Welcome to my travelogue blog! This is the website of the science fiction and fantasy author Danica Cummins. Come see the universe (or at least my small part of it). I post every Friday.

And More: The Fast-Forward Festival has launched its first issue! To read some funny, creepy stories about Time, hit up www.fastforwardfest.com.

I have a new story out in Luna Station Quarterly.
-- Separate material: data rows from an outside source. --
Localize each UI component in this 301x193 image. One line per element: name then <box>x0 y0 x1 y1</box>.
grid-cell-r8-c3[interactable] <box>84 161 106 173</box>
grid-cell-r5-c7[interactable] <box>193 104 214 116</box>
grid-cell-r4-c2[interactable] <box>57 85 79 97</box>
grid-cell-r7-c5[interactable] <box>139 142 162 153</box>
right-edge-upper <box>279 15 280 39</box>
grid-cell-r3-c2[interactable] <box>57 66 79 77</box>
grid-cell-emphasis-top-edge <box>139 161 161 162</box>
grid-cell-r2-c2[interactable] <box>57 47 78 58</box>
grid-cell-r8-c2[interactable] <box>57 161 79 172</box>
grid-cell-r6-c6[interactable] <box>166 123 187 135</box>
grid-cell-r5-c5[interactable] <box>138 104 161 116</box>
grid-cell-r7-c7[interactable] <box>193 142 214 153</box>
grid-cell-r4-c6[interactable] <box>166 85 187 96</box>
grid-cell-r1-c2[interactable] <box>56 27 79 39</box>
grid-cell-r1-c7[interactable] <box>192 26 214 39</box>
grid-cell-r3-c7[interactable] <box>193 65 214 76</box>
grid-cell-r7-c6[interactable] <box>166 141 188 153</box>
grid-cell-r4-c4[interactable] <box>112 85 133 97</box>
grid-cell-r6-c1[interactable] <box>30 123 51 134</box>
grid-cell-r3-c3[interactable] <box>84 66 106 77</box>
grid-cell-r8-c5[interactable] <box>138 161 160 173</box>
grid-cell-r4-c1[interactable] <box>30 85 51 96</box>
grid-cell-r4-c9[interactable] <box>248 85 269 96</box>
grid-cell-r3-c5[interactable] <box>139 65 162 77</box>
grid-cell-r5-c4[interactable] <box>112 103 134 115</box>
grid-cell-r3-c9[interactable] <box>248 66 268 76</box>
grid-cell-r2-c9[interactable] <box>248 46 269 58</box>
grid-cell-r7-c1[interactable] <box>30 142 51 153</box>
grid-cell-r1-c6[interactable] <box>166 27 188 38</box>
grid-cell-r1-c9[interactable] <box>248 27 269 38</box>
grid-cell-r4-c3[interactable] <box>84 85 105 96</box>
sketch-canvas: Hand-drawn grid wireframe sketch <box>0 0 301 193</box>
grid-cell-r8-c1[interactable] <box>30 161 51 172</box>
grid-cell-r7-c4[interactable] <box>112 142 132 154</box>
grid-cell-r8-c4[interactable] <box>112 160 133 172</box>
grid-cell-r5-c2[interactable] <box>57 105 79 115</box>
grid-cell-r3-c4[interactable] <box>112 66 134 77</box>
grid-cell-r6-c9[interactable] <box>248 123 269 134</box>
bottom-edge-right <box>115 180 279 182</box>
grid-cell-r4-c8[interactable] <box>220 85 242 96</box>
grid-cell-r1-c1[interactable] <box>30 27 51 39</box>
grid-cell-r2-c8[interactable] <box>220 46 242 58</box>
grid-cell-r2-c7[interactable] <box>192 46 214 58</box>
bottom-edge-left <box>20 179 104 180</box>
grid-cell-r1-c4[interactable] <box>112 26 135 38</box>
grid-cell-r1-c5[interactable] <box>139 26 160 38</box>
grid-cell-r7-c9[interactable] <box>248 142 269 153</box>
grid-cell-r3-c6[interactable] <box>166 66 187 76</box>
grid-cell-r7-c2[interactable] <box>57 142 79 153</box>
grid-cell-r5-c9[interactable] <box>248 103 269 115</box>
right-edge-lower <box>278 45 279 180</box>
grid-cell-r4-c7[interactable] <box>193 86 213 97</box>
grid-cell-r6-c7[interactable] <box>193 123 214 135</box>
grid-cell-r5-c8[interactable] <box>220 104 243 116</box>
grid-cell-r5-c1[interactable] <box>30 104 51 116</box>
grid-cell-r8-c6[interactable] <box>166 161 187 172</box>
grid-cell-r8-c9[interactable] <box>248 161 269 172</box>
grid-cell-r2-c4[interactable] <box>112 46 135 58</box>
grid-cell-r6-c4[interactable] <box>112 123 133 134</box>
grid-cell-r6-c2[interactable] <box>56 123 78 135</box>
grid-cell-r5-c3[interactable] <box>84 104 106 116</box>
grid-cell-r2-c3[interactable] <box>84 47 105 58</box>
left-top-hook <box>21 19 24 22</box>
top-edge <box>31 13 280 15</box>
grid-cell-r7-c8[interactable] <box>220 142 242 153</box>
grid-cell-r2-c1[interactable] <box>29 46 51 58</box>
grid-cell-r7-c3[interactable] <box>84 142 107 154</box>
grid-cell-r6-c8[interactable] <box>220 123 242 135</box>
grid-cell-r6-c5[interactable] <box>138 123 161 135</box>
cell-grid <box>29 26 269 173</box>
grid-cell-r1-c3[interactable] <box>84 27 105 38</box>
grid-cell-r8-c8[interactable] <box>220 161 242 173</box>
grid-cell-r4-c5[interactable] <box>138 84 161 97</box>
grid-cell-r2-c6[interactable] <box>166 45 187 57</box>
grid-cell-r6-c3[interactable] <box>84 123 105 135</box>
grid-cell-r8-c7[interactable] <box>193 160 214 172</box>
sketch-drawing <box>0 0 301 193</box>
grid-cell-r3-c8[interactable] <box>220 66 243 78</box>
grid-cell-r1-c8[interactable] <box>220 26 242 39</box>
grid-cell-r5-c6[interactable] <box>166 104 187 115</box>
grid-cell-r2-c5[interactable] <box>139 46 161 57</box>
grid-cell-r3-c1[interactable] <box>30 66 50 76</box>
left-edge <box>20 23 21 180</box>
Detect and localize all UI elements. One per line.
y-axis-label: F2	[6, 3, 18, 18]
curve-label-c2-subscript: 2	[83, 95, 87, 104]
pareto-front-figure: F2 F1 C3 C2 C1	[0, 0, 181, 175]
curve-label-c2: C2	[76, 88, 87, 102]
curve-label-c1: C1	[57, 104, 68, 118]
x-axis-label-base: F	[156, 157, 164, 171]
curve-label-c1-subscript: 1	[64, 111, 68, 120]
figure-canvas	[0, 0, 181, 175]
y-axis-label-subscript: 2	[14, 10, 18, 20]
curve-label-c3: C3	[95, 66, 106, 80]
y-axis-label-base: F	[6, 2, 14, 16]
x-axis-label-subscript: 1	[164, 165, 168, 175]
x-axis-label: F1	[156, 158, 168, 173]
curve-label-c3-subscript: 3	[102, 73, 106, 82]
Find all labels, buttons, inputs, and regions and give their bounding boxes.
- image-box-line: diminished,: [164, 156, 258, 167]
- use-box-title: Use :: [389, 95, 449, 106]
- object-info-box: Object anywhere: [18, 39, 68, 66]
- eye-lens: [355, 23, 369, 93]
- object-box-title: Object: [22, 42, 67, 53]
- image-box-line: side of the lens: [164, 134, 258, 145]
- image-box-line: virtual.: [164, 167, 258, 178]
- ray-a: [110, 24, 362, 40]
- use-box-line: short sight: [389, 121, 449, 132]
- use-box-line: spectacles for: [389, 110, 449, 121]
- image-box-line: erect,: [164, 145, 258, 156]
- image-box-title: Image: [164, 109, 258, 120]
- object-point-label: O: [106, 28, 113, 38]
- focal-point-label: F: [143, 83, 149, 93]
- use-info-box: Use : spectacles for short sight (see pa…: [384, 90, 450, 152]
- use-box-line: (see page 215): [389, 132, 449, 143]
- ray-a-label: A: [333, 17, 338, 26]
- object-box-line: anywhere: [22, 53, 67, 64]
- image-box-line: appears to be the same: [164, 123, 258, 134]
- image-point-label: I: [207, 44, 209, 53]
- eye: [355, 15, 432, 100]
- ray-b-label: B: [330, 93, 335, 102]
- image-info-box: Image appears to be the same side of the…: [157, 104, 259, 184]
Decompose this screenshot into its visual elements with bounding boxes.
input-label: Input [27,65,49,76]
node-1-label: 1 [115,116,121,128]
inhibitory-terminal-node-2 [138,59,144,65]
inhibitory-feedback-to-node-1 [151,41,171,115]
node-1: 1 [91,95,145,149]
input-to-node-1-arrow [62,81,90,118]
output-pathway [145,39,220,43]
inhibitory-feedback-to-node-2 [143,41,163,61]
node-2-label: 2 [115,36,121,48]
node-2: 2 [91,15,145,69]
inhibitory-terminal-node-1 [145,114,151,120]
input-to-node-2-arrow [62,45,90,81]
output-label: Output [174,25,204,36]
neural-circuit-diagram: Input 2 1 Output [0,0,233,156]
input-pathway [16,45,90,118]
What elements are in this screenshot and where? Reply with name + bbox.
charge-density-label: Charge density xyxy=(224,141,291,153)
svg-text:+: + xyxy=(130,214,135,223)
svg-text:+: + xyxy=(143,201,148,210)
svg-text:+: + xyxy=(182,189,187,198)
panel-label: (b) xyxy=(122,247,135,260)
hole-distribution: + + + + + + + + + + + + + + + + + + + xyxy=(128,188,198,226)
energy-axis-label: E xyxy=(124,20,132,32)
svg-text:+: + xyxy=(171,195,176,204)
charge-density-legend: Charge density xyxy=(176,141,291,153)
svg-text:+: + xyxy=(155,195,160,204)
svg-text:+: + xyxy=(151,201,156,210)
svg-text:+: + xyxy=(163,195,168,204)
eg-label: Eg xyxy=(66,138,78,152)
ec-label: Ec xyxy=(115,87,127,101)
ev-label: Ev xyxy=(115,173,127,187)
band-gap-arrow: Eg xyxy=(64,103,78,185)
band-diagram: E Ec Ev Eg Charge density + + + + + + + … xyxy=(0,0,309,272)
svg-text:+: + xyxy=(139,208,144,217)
Huzzah!

Friday, May 25, 2012

The Grimmest Fandango


“Grim Fandango is in my soul,” I said.
That was high praise, because I don’t use the word “soul” very often (like punch-lines, eyeliner, or eighties music, I find the word most powerful when kept in moderation).  And even if I did—even if I elucidated exactly which works of fiction I’ve held inside my heart of hearts—the list wouldn’t be very long.
Example: A List of Awesome Fiction According to Danica.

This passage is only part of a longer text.